In associating art with loneliness, sorrow, and death, Mann was not presenting a new idea but perfecting an old tradition. Everywhere you look in the art and literature and music of the nineteenth century, you find examples of this same figure, the artist banished from life: in Leopardi, the stunted, ugly, miserable poet; in Flaubert, the novelist too fastidious for bourgeois existence; in Nietzsche, the wanderer upon the earth. What is different about Mann is that, writing in 1903, he has fully assimilated the Darwinian revolution, which taught him to think about life in terms of survival and fitness. In his great novel Buddenbrooks , Mann tells the story of a family whose fitness to thrive in modern society declines in tandem with the growth of its interest in ideas and art. Its last representative, Hanno, is a musical prodigy who dies an excruciating death before reaching sexual maturity.

Manns sense of the perverse glory of the artists unfitness is one of his legacies from Nietzsche, who wrote in Human, All Too Human , under the rubric Art dangerous for the artist, about the inability of the artist to flourish in a modern, scientific age:

When art seizes an individual powerfully, it draws him back to the views of those times when art flowered most vigorously.... The artist comes more and more to revere sudden excitements, believes in gods and demons, imbues nature with a soul, hates science, becomes unchangeable in his moods like the men of antiquity, and desires the overthrow of all conditions that are not favorable to art.... Thus between him and the other men of his period who are the same age a vehement antagonism is finally generated, and a sad endjust as, according to the tales of the ancients, both Homer and Aeschylus finally lived and died in melancholy.
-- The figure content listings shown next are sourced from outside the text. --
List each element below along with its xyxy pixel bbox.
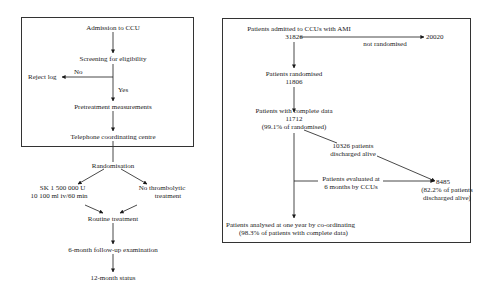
node-admitted-count: 31826 — [279, 33, 309, 41]
node-complete-label: Patients with complete data — [249, 107, 339, 115]
node-randomisation: Randomisation — [78, 162, 148, 170]
arrow-sk-routine — [85, 205, 103, 213]
node-evaluated-line1: Patients evaluated at — [318, 175, 384, 183]
node-nothrombo-line2: treatment — [140, 192, 196, 200]
node-randomised-count: 11806 — [279, 78, 309, 86]
node-not-randomised-count: 20020 — [426, 33, 444, 41]
node-complete-pct: (99.1% of randomised) — [254, 123, 334, 131]
node-sk-line1: SK 1 500 000 U — [30, 184, 95, 192]
node-routine: Routine treatment — [78, 215, 148, 223]
node-12month: 12-month status — [78, 274, 148, 282]
node-evaluated-count: 8485 — [436, 178, 450, 186]
node-analysed-line2: (98.3% of patients with complete data) — [239, 229, 348, 237]
left-flowchart — [21, 17, 194, 147]
node-analysed-line1: Patients analysed at one year by co-ordi… — [226, 221, 355, 229]
node-sk-line2: 10 100 ml iv/60 min — [24, 192, 94, 200]
node-evaluated-line2: 6 months by CCUs — [318, 183, 384, 191]
arrow-random-sk — [78, 169, 104, 184]
node-complete-count: 11712 — [279, 115, 309, 123]
node-reject-log: Reject log — [28, 73, 57, 81]
node-pretreatment: Pretreatment measurements — [58, 103, 168, 111]
arrow-nothrombo-routine — [120, 205, 137, 213]
arrow-random-nothrombo — [121, 169, 147, 184]
node-screening: Screening for eligibility — [63, 55, 163, 63]
node-followup: 6-month follow-up examination — [58, 246, 168, 254]
label-yes: Yes — [118, 86, 128, 94]
node-randomised-label: Patients randomised — [264, 70, 324, 78]
label-not-randomised: not randomised — [360, 40, 410, 48]
node-evaluated-pct-line1: (82.2% of patients — [417, 186, 477, 194]
node-admission: Admission to CCU — [63, 24, 163, 32]
node-evaluated-pct-line2: discharged alive) — [417, 194, 477, 202]
node-telephone: Telephone coordinating centre — [58, 133, 168, 141]
node-discharged-line2: discharged alive — [328, 150, 378, 158]
node-nothrombo-line1: No thrombolytic — [134, 184, 190, 192]
node-discharged-line1: 10326 patients — [328, 142, 378, 150]
node-admitted-label: Patients admitted to CCUs with AMI — [244, 25, 354, 33]
label-no: No — [74, 68, 83, 76]
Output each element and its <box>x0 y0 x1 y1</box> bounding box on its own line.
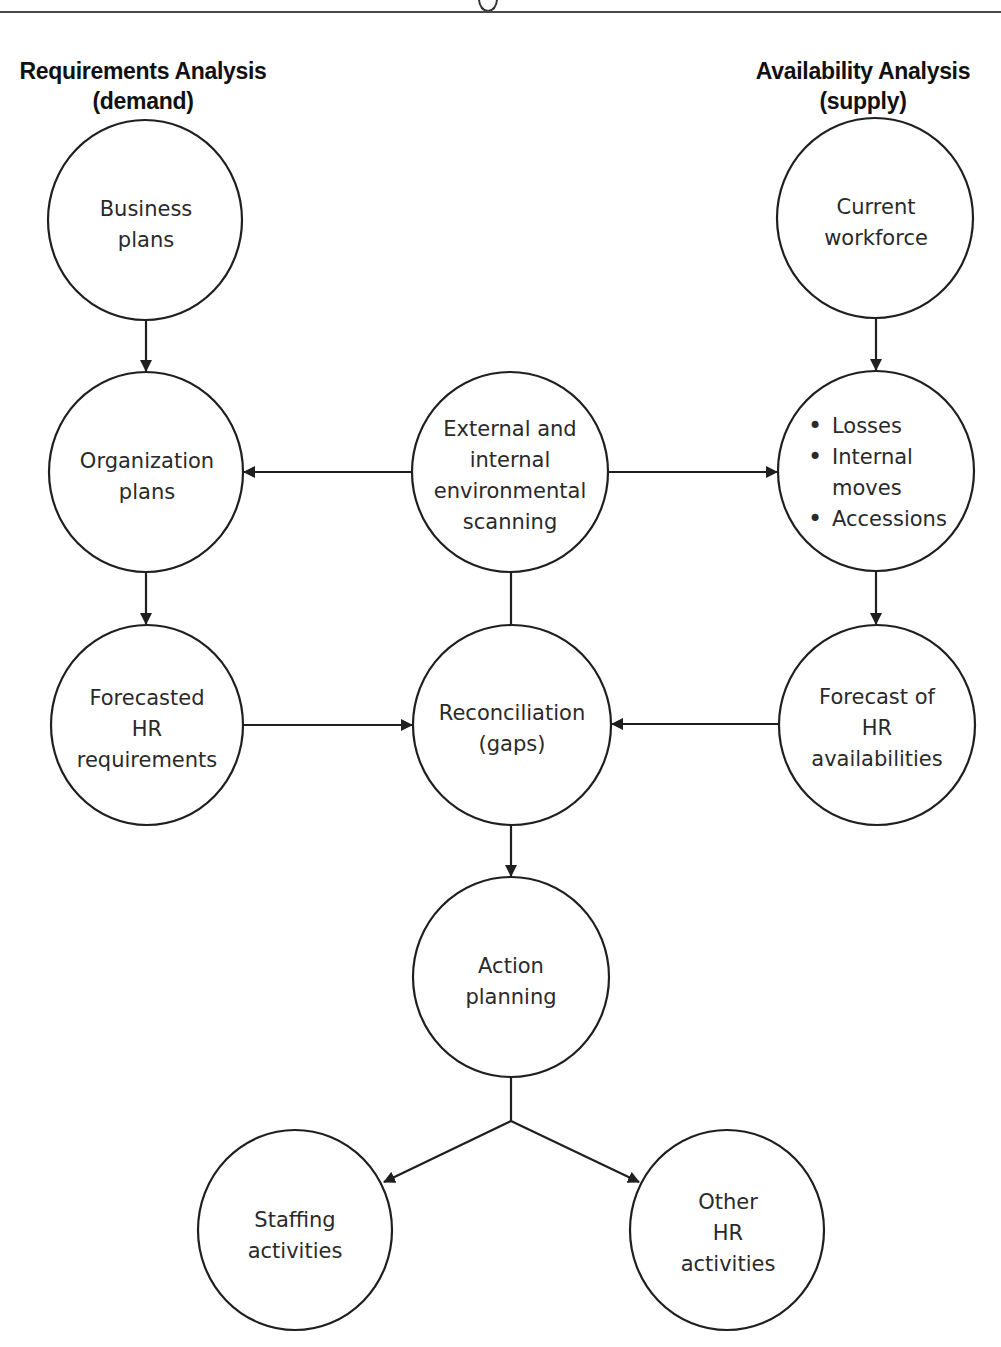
label-line: Staffing <box>248 1205 343 1236</box>
label-line: Action <box>465 951 556 982</box>
workforce-changes-list: Losses Internal moves Accessions <box>808 411 947 535</box>
label-line: HR <box>811 713 942 744</box>
label-line: environmental <box>434 476 586 507</box>
label-line: plans <box>100 225 193 256</box>
label-line: Forecasted <box>77 683 218 714</box>
current-workforce-label: Current workforce <box>824 192 928 254</box>
label-line: plans <box>80 477 214 508</box>
list-item-losses: Losses <box>808 411 947 442</box>
label-line: activities <box>248 1236 343 1267</box>
label-line: workforce <box>824 223 928 254</box>
forecast-availabilities-label: Forecast of HR availabilities <box>811 682 942 775</box>
label-line: HR <box>77 714 218 745</box>
label-line: requirements <box>77 745 218 776</box>
label-line: External and <box>434 414 586 445</box>
label-line: planning <box>465 982 556 1013</box>
organization-plans-label: Organization plans <box>80 446 214 508</box>
business-plans-label: Business plans <box>100 194 193 256</box>
list-item-moves-continuation: moves <box>808 473 947 504</box>
label-line: Organization <box>80 446 214 477</box>
forecasted-requirements-label: Forecasted HR requirements <box>77 683 218 776</box>
action-planning-label: Action planning <box>465 951 556 1013</box>
label-line: Forecast of <box>811 682 942 713</box>
reconciliation-label: Reconciliation (gaps) <box>439 698 585 760</box>
arrow-branch-to-other <box>511 1121 639 1182</box>
label-line: internal <box>434 445 586 476</box>
hr-planning-diagram: Requirements Analysis (demand) Availabil… <box>0 0 1001 1347</box>
label-line: (gaps) <box>439 729 585 760</box>
label-line: HR <box>681 1218 776 1249</box>
staffing-activities-label: Staffing activities <box>248 1205 343 1267</box>
label-line: Other <box>681 1187 776 1218</box>
list-item-internal: Internal <box>808 442 947 473</box>
arrow-branch-to-staffing <box>384 1121 511 1182</box>
environmental-scanning-label: External and internal environmental scan… <box>434 414 586 538</box>
label-line: availabilities <box>811 744 942 775</box>
label-line: Current <box>824 192 928 223</box>
other-hr-activities-label: Other HR activities <box>681 1187 776 1280</box>
label-line: Reconciliation <box>439 698 585 729</box>
label-line: scanning <box>434 507 586 538</box>
label-line: activities <box>681 1249 776 1280</box>
list-item-accessions: Accessions <box>808 504 947 535</box>
label-line: Business <box>100 194 193 225</box>
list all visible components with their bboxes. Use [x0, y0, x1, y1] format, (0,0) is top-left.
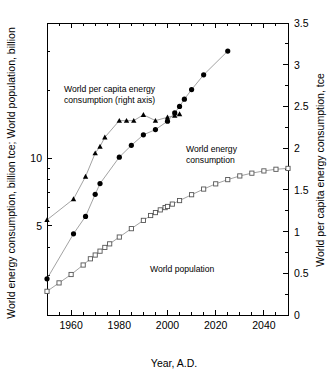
- data-point: [238, 174, 242, 178]
- data-point: [83, 214, 88, 219]
- data-point: [83, 174, 88, 179]
- y-right-tick-label: 2.5: [294, 100, 309, 112]
- series-0: [44, 111, 182, 222]
- series-line-0: [47, 114, 180, 220]
- data-point: [202, 187, 206, 191]
- population-annotation: World population: [150, 264, 215, 274]
- data-point: [286, 166, 290, 170]
- y-right-tick-label: 1.5: [294, 184, 309, 196]
- x-tick-label: 2020: [204, 319, 228, 331]
- data-point: [170, 202, 174, 206]
- data-point: [141, 112, 146, 117]
- y-axis-right-title: World per capita energy consumption, tce: [314, 73, 326, 267]
- data-point: [98, 249, 102, 253]
- data-point: [81, 263, 85, 267]
- y-right-tick-label: 0.5: [294, 267, 309, 279]
- y-right-tick-label: 3.5: [294, 17, 309, 29]
- data-point: [190, 193, 194, 197]
- data-point: [274, 167, 278, 171]
- data-point: [141, 218, 145, 222]
- data-point: [69, 272, 73, 276]
- per-capita-annotation: World per capita energyconsumption (righ…: [64, 84, 156, 105]
- data-point: [97, 144, 102, 149]
- x-tick-label: 2040: [252, 319, 276, 331]
- data-point: [88, 257, 92, 261]
- data-point: [250, 171, 254, 175]
- data-point: [165, 119, 170, 124]
- energy-consumption-annotation: World energyconsumption: [186, 144, 238, 165]
- data-point: [117, 155, 122, 160]
- data-point: [57, 281, 61, 285]
- data-point: [71, 196, 76, 201]
- y-left-tick-label: 10: [30, 152, 42, 164]
- y-right-tick-label: 0: [294, 309, 300, 321]
- data-point: [103, 245, 107, 249]
- data-point: [129, 227, 133, 231]
- data-point: [182, 97, 187, 102]
- data-point: [129, 143, 134, 148]
- data-point: [93, 192, 98, 197]
- data-point: [177, 198, 181, 202]
- data-point: [149, 213, 153, 217]
- data-point: [177, 111, 182, 116]
- data-point: [226, 178, 230, 182]
- data-point: [177, 104, 182, 109]
- x-axis-title: Year, A.D.: [151, 357, 197, 369]
- data-point: [45, 289, 49, 293]
- x-tick-label: 2000: [156, 319, 180, 331]
- data-point: [189, 87, 194, 92]
- data-point: [93, 253, 97, 257]
- data-point: [225, 48, 230, 53]
- data-point: [117, 235, 121, 239]
- data-point: [71, 231, 76, 236]
- energy-population-chart: 19601980200020202040 510 00.511.522.533.…: [0, 0, 334, 375]
- data-point: [201, 72, 206, 77]
- series-2: [45, 166, 290, 293]
- data-point: [44, 276, 49, 281]
- y-right-tick-label: 2: [294, 142, 300, 154]
- x-tick-label: 1980: [108, 319, 132, 331]
- y-right-tick-label: 1: [294, 226, 300, 238]
- data-point: [108, 242, 112, 246]
- y-right-tick-label: 3: [294, 59, 300, 71]
- data-point: [172, 110, 177, 115]
- y-axis-right-tick-labels: 00.511.522.533.5: [294, 17, 309, 321]
- data-point: [153, 210, 157, 214]
- x-axis-tick-labels: 19601980200020202040: [59, 319, 275, 331]
- data-point: [262, 169, 266, 173]
- x-tick-label: 1960: [59, 319, 83, 331]
- data-point: [141, 132, 146, 137]
- data-point: [165, 204, 169, 208]
- data-point: [214, 182, 218, 186]
- y-left-tick-label: 5: [36, 220, 42, 232]
- chart-page: 19601980200020202040 510 00.511.522.533.…: [0, 0, 334, 375]
- data-point: [153, 127, 158, 132]
- annotations-layer: World per capita energyconsumption (righ…: [64, 84, 238, 274]
- y-axis-left-tick-labels: 510: [30, 152, 42, 232]
- data-point: [158, 208, 162, 212]
- data-point: [97, 181, 102, 186]
- y-axis-left-title: World energy consumption, billion tce; W…: [5, 27, 17, 319]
As Nietzsches reference to the Greeks suggests, the link between artistry and suffering is not a modern invention. What is modern is the sense of the superiority of the artists inferiority, which is only possible when the artist and the intellectual come to see the values of ordinary lifeprosperity, family, happinessas inherently contemptible. The exhilarating assault on bourgeois values that was modernism, in all the arts and in politics too, rested on the assumption, nurtured through the nineteenth century, that there was nothing enviable about what T. S. Eliot bitterly derided as the cycle of birth, copulation and death. Art, according to a modern understanding that has not wholly vanished today, is meant to be a criticism of life, especially of life in a materialist, positivist civilization such as our own. If this means that the artist cannot share in civilizations boons, then his suffering will be a badge of honor. (Dictators who sought to protect their people from the infection of degenerate art were paying a twisted homage to this principle.)